In my work “Shakti and Shakta” I outlined fop the first time the principles of “Kundali-Yoga” so much discussed in some quarters, but of which so little was known.

This work is a description and explanation in fuller detail of the Serpent Power (Rundali Shakti), and the Yoga effected through it, a subject occupying a pre-eminent place in the Tantra Shastra. it consists of a translation of two Sanskrit works published some years ago in the second volume of my series of Tantrik Texts, but hitherto untranslated. The first, entitled “Shatchakranirupana” (“Description of and Investigation into the Six Bodily Centres “), has as its author the celebrated Tantrik Purnananda Svami, a short note on whose life is given later. It forms the sixth chapter of his extensive and unpublished work on Tantrik Ritual entitled “Shritattvachintamani “. This has been the subject of commentaries by among others Shangkara and Vishvanatha cited in Volume II of the Tantrik Texts, and used in the making of the present translation. The commentary here translated from the Sanskrit is by kalicharana.

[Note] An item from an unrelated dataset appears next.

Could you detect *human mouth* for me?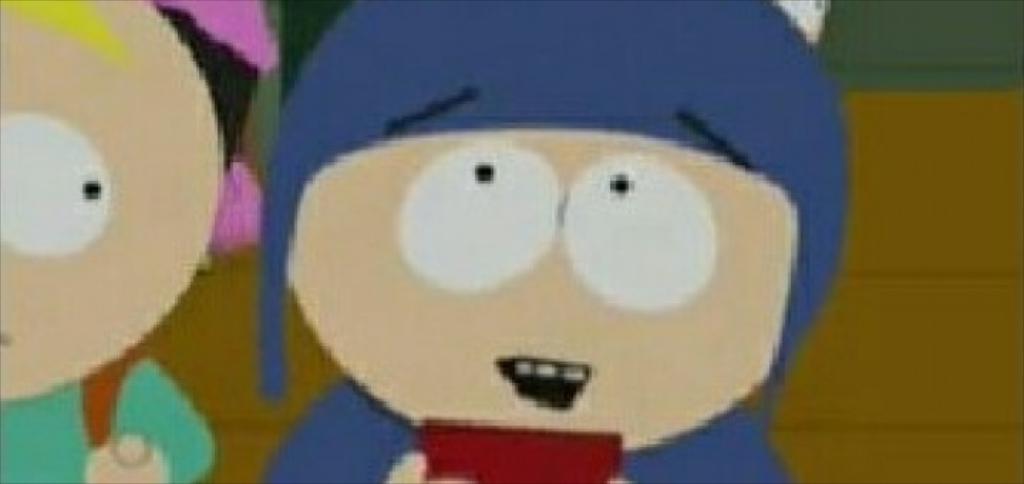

The second text, called “Paduka-Panchaka” (“Fivefold Footstool of the Guru “, deals with one of the Lotuses described in the larger work. To it is appended a translation from the Sanskrit of -a commentary by Kalicharana. To the translation of both works I have added some further explanatory notes of my own. As the works translated are of a highly recondite character, and by themselves unintelligible to the English reader, I have prefaced the translation by a general Introduction in which I have endeavoured to give (within the limits both of a work of this kind and my knowledge) a description and explanation of this form of Yoga. I have also included some plates of the Centres, which have been drawn and painted according to the description of them as given in the first of these Sanskrit Texts.

It has not been possible in the Introduction to do more than give a general and summary statement of the principles upon which Yoga, and this particular form of it, rests. Those who wish to pursue the subject in greater detail are referred to my other published books on the Tantra Shastra. In Principles of Tantra will be found general Introductions to the Shastra and (in connection with the present subject) valuable chapters on Shakti and Mantras, in my recent work, Shakti and Shakta (the second edition of which is as I write reprinting), I have shortly summarised the teaching of the Shakta Tantras and their rituals. In my Studies in the Mantra Shastra, the first three parts of which have been reprinted from the “ Vednta Kesart,” in which they first appeared, will be found more detailed descriptions of such technical terms as Tattva, Causal Shaktis, Kala, Nada, Bindu, and so forth, which are referred to in the present book. Other works published by me on the Tantra, including the “Wave of Bliss,” will be found in the page of advertisements.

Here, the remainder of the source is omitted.